Springsteen’s Challenging Christianity

I was listening to Bruce Springsteen’s “Land of Hopes and Dreams” yesterday while raking leaves, and I realized that it may be my favorite of his many, many great songs.

Structurally, I’ve considered “Jungleland” my hands-down favorite ever since that first delicious solitary night in a Fulton farmhouse when, discovering Springsteen for the first time, late as usual, I let the “Born to Run” album swell the walls and rattle the windows of that isolated old homestead. I always appreciated the diverse musicianship and the constant, meaningful changes in stress and tempo, and the poetic urban narrative.  Still do, every time I hear it.

But with “Land of Hopes and Dreams,” I find a song that itself is a marvelous blend of simple chord changes and complex blends of vocals and instruments, but whose decidedly Christian message is raw and challenging. “This train carries saints & sinners / This train carries losers & winners / This train carries whores & gamblers / This train carries lost souls.”  Is there a message anywhere in any canon that more succinctly and poignantly describes the fundamental message of Christ and of the Apostle Paul when they talk about the primacy and the power of unqualified love?  Maybe, but none that moves me in quite the same way. And the obvious contrast to the supposedly Christian folk song, “This Train” simply reinforces the message. “This train is bound for glory, if you ride it you must be holy,” the song declares.

Wrong.  That’s not at all the message. Not of Christianity, with which I am most familiar, nor of any of the great religions at their core.

There is no shortage of commentary on Springsteen’s genius as a songwriter, his diversity as a thinker, his dedication to “the common man,” but above them all, for me, this song demonstrates the depth of his heart, the strength of his spirit and, taking him out of the equation altogether, the ultimate challenge of the message of love – that we don’t just love life’s winners and heroes; we also love the humblest losers, “the lost souls.” And, musically, what a beautiful, earnest expression of that message.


# Activity:
Skip the pictures and return every entry exactly as written.

# Records supplied:
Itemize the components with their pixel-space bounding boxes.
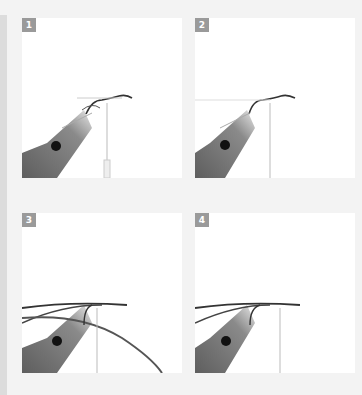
- hook-icon: [249, 95, 295, 114]
- fly-tying-illustration-1: [22, 18, 182, 178]
- fly-tying-illustration-4: [195, 213, 355, 373]
- step-panel-1: 1: [22, 18, 182, 178]
- step-panel-4: 4: [195, 213, 355, 373]
- step-panel-2: 2: [195, 18, 355, 178]
- page-margin-strip: [0, 15, 7, 395]
- step-panel-3: 3: [22, 213, 182, 373]
- fly-tying-illustration-2: [195, 18, 355, 178]
- fly-tying-illustration-3: [22, 213, 182, 373]
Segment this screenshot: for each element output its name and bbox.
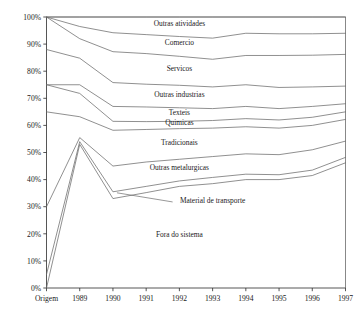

# Exercise output:
Itemize the components with their pixel-space bounding boxes.
- hook-icon: [249, 95, 295, 114]
- fly-tying-illustration-1: [22, 18, 182, 178]
- fly-tying-illustration-4: [195, 213, 355, 373]
- step-panel-1: 1: [22, 18, 182, 178]
- step-panel-4: 4: [195, 213, 355, 373]
- step-panel-2: 2: [195, 18, 355, 178]
- page-margin-strip: [0, 15, 7, 395]
- step-panel-3: 3: [22, 213, 182, 373]
- fly-tying-illustration-2: [195, 18, 355, 178]
- fly-tying-illustration-3: [22, 213, 182, 373]
Segment this screenshot: for each element output its name and bbox.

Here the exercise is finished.